As compounds are optimized for greater potency during pharmaceutical discovery, their aqueous solubility often decreases, making them less viable as orally-administered drugs. To investigate whether potency and insolubility share a common origin, we examined the structural and thermodynamic properties of telaprevir, a sparingly soluble inhibitor of hepatitis C virus protease. Comparison of the hydrogen bond motifs in crystalline telaprevir with those present in the protease-telaprevir complex revealed striking similarities. Additionally, the thermodynamics of telaprevir dissolution closely resembles those of protein-ligand dissociation.
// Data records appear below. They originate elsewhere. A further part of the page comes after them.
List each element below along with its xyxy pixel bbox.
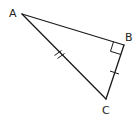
triangle [22,14,124,99]
vertex-label-c: C [102,104,110,117]
triangle-diagram: A B C [0,0,138,121]
vertex-label-a: A [9,7,17,20]
vertex-label-b: B [125,31,133,44]
double-tick-mark-ac [55,51,65,59]
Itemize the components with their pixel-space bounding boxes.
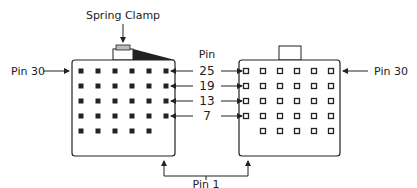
pin — [147, 129, 152, 134]
pin — [278, 84, 283, 89]
pin — [130, 114, 135, 119]
pin — [130, 69, 135, 74]
row-pin-number: 19 — [199, 79, 214, 93]
spring-clamp-label: Spring Clamp — [86, 9, 160, 22]
pin — [261, 69, 266, 74]
pin — [278, 99, 283, 104]
pin — [113, 99, 118, 104]
pin — [96, 69, 101, 74]
pin30-left-label: Pin 30 — [11, 65, 45, 78]
left-connector — [72, 45, 175, 156]
pin — [295, 84, 300, 89]
pin — [164, 84, 169, 89]
pin — [329, 129, 334, 134]
pin — [147, 84, 152, 89]
clamp-wedge — [133, 49, 175, 60]
pin — [261, 84, 266, 89]
pin — [147, 114, 152, 119]
pin — [164, 99, 169, 104]
pin — [113, 69, 118, 74]
row-pin-number: 7 — [203, 109, 211, 123]
pin — [96, 99, 101, 104]
pin — [147, 69, 152, 74]
pin — [329, 69, 334, 74]
pin — [244, 84, 249, 89]
pin — [295, 129, 300, 134]
pin — [164, 114, 169, 119]
pin — [278, 129, 283, 134]
pin — [79, 99, 84, 104]
pin-header-label: Pin — [199, 48, 215, 61]
pin — [329, 99, 334, 104]
pin — [295, 99, 300, 104]
pin — [312, 84, 317, 89]
pin — [79, 84, 84, 89]
pin — [130, 99, 135, 104]
pin — [312, 99, 317, 104]
pin — [96, 84, 101, 89]
pin — [312, 69, 317, 74]
pin — [295, 69, 300, 74]
pin — [278, 114, 283, 119]
pin — [312, 114, 317, 119]
pin — [79, 129, 84, 134]
pin — [113, 114, 118, 119]
spring-clamp — [116, 45, 130, 50]
pin — [312, 129, 317, 134]
pin — [96, 114, 101, 119]
pin — [147, 99, 152, 104]
pin — [113, 129, 118, 134]
pin — [244, 114, 249, 119]
pin — [79, 69, 84, 74]
pin — [278, 69, 283, 74]
pin — [261, 114, 266, 119]
pin — [261, 99, 266, 104]
pin — [164, 69, 169, 74]
pin — [295, 114, 300, 119]
pin — [130, 129, 135, 134]
row-pin-labels: 2519137 — [171, 64, 242, 123]
pin — [329, 114, 334, 119]
row-pin-number: 13 — [199, 94, 214, 108]
pin30-right-label: Pin 30 — [374, 65, 408, 78]
right-connector — [239, 46, 340, 156]
pin — [79, 114, 84, 119]
pin — [244, 69, 249, 74]
pin — [329, 84, 334, 89]
pin — [261, 129, 266, 134]
latch-tab — [279, 46, 301, 60]
connector-diagram: Spring Clamp Pin 30 Pin 30 Pin 2519137 P… — [0, 0, 417, 188]
pin1-label: Pin 1 — [193, 178, 220, 188]
pin — [96, 129, 101, 134]
pin — [244, 99, 249, 104]
row-pin-number: 25 — [199, 64, 214, 78]
pin — [130, 84, 135, 89]
pin — [113, 84, 118, 89]
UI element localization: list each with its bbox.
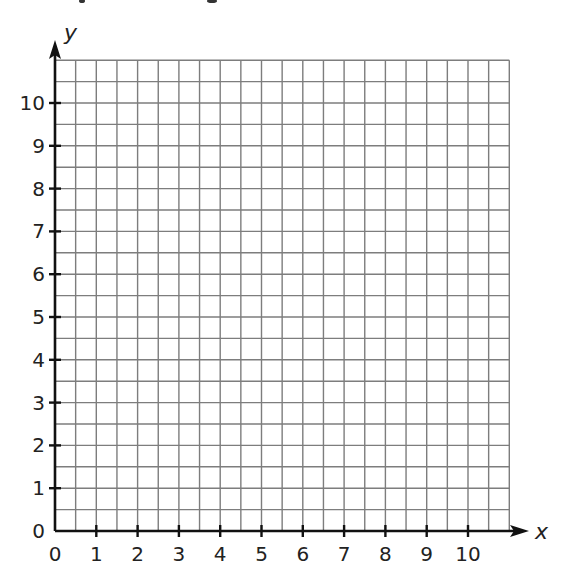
y-tick-label: 1 [32,476,45,500]
x-tick-label: 5 [255,542,268,566]
y-axis-label: y [63,20,78,45]
x-tick-label: 8 [379,542,392,566]
y-tick-label: 5 [32,305,45,329]
y-tick-label: 9 [32,134,45,158]
y-tick-label: 0 [32,519,45,543]
grid-lines [55,60,509,531]
cropped-heading-fragment [79,0,217,3]
y-tick-label: 3 [32,391,45,415]
x-tick-label: 7 [338,542,351,566]
y-tick-label: 6 [32,262,45,286]
x-tick-label: 1 [90,542,103,566]
x-tick-label: 9 [420,542,433,566]
coordinate-grid: 012345678910 012345678910 x y [0,0,575,579]
x-tick-label: 6 [296,542,309,566]
x-tick-label: 2 [131,542,144,566]
y-tick-label: 2 [32,433,45,457]
y-tick-label: 10 [20,91,45,115]
y-axis-tick-labels: 012345678910 [20,91,45,543]
axes [49,40,529,537]
x-tick-label: 4 [214,542,227,566]
y-tick-label: 7 [32,219,45,243]
x-axis-label: x [534,519,549,544]
x-tick-label: 10 [455,542,480,566]
x-tick-label: 0 [49,542,62,566]
x-axis-tick-labels: 012345678910 [49,542,481,566]
y-tick-label: 4 [32,348,45,372]
x-tick-label: 3 [173,542,186,566]
y-tick-label: 8 [32,177,45,201]
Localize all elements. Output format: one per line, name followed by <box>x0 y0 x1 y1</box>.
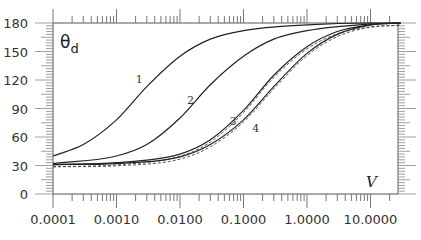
x-tick-label: 0.0010 <box>94 212 140 227</box>
curve-4-dashed <box>53 25 401 167</box>
y-tick-label: 120 <box>3 73 28 88</box>
y-tick-label: 30 <box>11 159 28 174</box>
y-axis-ticks <box>35 23 416 194</box>
x-tick-label: 0.0001 <box>30 212 76 227</box>
y-tick-label: 0 <box>20 187 28 202</box>
curve-label-2: 2 <box>187 94 194 107</box>
y-tick-label: 180 <box>3 16 28 31</box>
y-tick-label: 150 <box>3 45 28 60</box>
y-axis-title-subscript: d <box>70 41 78 56</box>
x-axis-tick-labels: 0.00010.00100.01000.10001.000010.0000 <box>30 212 397 227</box>
plot-frame <box>53 23 398 194</box>
curves <box>53 23 401 167</box>
curve-3-dashed <box>53 25 401 167</box>
x-tick-label: 0.1000 <box>221 212 267 227</box>
curve-3 <box>53 23 401 165</box>
x-tick-label: 1.0000 <box>284 212 330 227</box>
x-tick-label: 10.0000 <box>344 212 398 227</box>
x-axis-title: V <box>366 173 379 191</box>
y-axis-title: θd <box>60 32 79 56</box>
curve-4 <box>53 23 401 165</box>
x-tick-label: 0.0100 <box>157 212 203 227</box>
y-axis-title-symbol: θ <box>60 32 70 52</box>
y-tick-label: 90 <box>11 102 28 117</box>
y-tick-label: 60 <box>11 130 28 145</box>
curve-labels: 1234 <box>136 73 259 135</box>
x-axis-ticks <box>53 9 390 208</box>
y-axis-tick-labels: 0306090120150180 <box>3 16 28 202</box>
curve-2 <box>53 23 401 164</box>
line-chart: 0.00010.00100.01000.10001.000010.0000 03… <box>0 0 421 240</box>
curve-label-4: 4 <box>252 122 259 135</box>
curve-label-3: 3 <box>230 115 237 128</box>
curve-label-1: 1 <box>136 73 143 86</box>
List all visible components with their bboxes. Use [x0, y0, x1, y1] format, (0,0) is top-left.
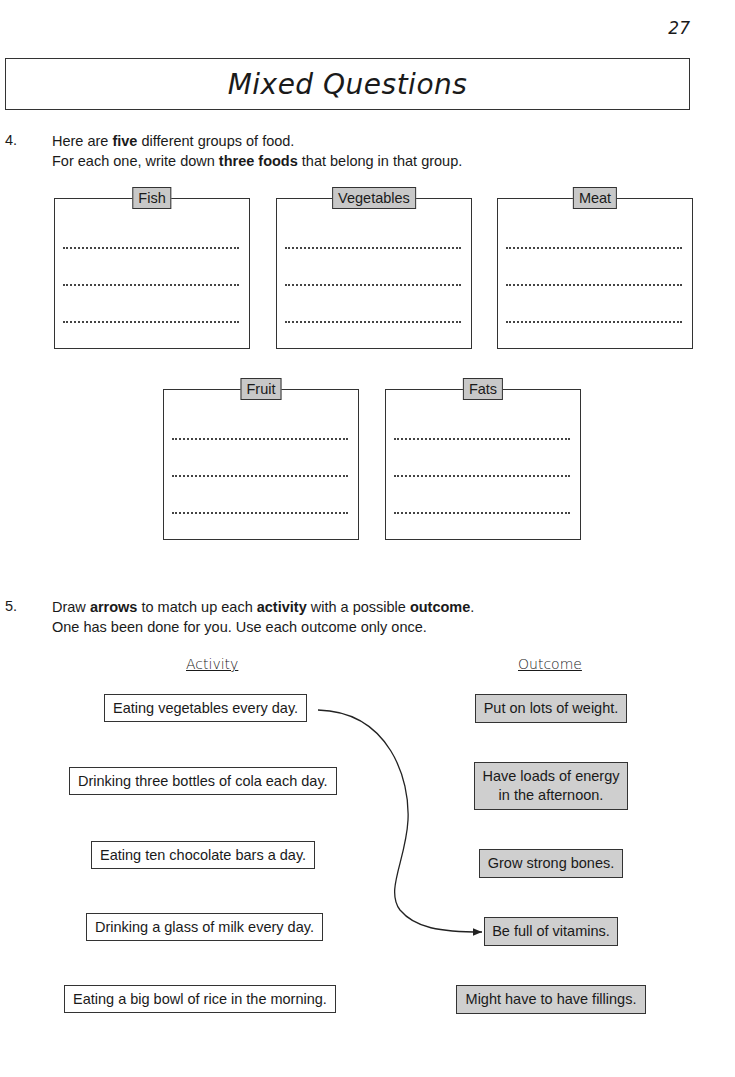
text: to match up each	[137, 599, 256, 615]
activity-item[interactable]: Drinking a glass of milk every day.	[86, 913, 323, 941]
answer-line[interactable]	[63, 321, 239, 323]
text: .	[470, 599, 474, 615]
outcome-item[interactable]: Put on lots of weight.	[475, 694, 627, 723]
answer-line[interactable]	[394, 475, 570, 477]
text: Draw	[52, 599, 90, 615]
outcome-item[interactable]: Have loads of energy in the afternoon.	[474, 762, 628, 810]
answer-line[interactable]	[172, 475, 348, 477]
emphasis: activity	[257, 599, 307, 615]
outcome-text: Put on lots of weight.	[484, 700, 619, 716]
outcome-text: Grow strong bones.	[488, 855, 615, 871]
food-group-fats: Fats	[385, 389, 581, 540]
text: different groups of food.	[137, 133, 294, 149]
text: For each one, write down	[52, 153, 219, 169]
activity-heading: Activity	[186, 656, 238, 672]
answer-line[interactable]	[285, 321, 461, 323]
answer-line[interactable]	[63, 247, 239, 249]
food-group-label: Fats	[463, 378, 503, 400]
question-4-line-2: For each one, write down three foods tha…	[52, 151, 462, 171]
question-5-number: 5.	[5, 598, 17, 614]
answer-line[interactable]	[394, 438, 570, 440]
food-group-label: Meat	[573, 187, 617, 209]
text: with a possible	[307, 599, 410, 615]
food-group-label: Vegetables	[332, 187, 416, 209]
outcome-item[interactable]: Grow strong bones.	[479, 849, 623, 878]
outcome-heading: Outcome	[518, 656, 582, 672]
answer-line[interactable]	[506, 321, 682, 323]
question-5-text: Draw arrows to match up each activity wi…	[52, 597, 474, 637]
activity-item[interactable]: Eating a big bowl of rice in the morning…	[64, 985, 336, 1013]
emphasis: outcome	[410, 599, 470, 615]
answer-line[interactable]	[394, 512, 570, 514]
answer-line[interactable]	[63, 284, 239, 286]
question-4-number: 4.	[5, 132, 17, 148]
emphasis: five	[112, 133, 137, 149]
food-group-meat: Meat	[497, 198, 693, 349]
question-4-text: Here are five different groups of food. …	[52, 131, 462, 171]
food-group-label: Fish	[132, 187, 171, 209]
outcome-item[interactable]: Might have to have fillings.	[456, 985, 646, 1014]
food-group-vegetables: Vegetables	[276, 198, 472, 349]
answer-line[interactable]	[172, 438, 348, 440]
outcome-text: Might have to have fillings.	[466, 991, 637, 1007]
food-group-label: Fruit	[241, 378, 282, 400]
outcome-text: Have loads of energy	[480, 767, 622, 786]
answer-line[interactable]	[506, 284, 682, 286]
page-title: Mixed Questions	[228, 68, 468, 101]
activity-item[interactable]: Eating ten chocolate bars a day.	[91, 841, 315, 869]
title-banner: Mixed Questions	[5, 58, 690, 110]
emphasis: arrows	[90, 599, 138, 615]
text: Here are	[52, 133, 112, 149]
question-4-line-1: Here are five different groups of food.	[52, 131, 462, 151]
activity-item[interactable]: Drinking three bottles of cola each day.	[69, 767, 337, 795]
answer-line[interactable]	[285, 247, 461, 249]
answer-line[interactable]	[172, 512, 348, 514]
activity-item[interactable]: Eating vegetables every day.	[104, 694, 307, 722]
outcome-item[interactable]: Be full of vitamins.	[484, 917, 618, 946]
text: that belong in that group.	[298, 153, 462, 169]
question-5-line-2: One has been done for you. Use each outc…	[52, 617, 474, 637]
food-group-fruit: Fruit	[163, 389, 359, 540]
food-group-fish: Fish	[54, 198, 250, 349]
emphasis: three foods	[219, 153, 298, 169]
answer-line[interactable]	[506, 247, 682, 249]
outcome-text: in the afternoon.	[480, 786, 622, 805]
page-number: 27	[668, 18, 690, 38]
outcome-text: Be full of vitamins.	[492, 923, 610, 939]
answer-line[interactable]	[285, 284, 461, 286]
question-5-line-1: Draw arrows to match up each activity wi…	[52, 597, 474, 617]
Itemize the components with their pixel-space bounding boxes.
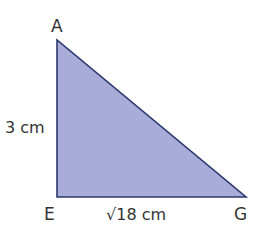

Together, these findings point to a common origin of potency and insolubility rooted in particular amide-amide hydrogen bond patterns. The insolubility of telaprevir is shown by computational analysis to be caused by interactions in the crystal, not unfavorable hydrophobic hydration. Accordingly, competing out the particular amide-amide hydrogen bond motifs in crystalline telaprevir with 4-hydroxybenzoic acid yielded a co-crystalline solid with excellent aqueous dissolution and oral absorption. The analysis suggests a generalizable approach for identifying drug candidate compounds that either can or cannot be rendered orally bioavailable by alteration of their crystalline solid phases, in an approach that provides a pragmatic way to attain substantial enhancements in the success rate of drug discovery and development.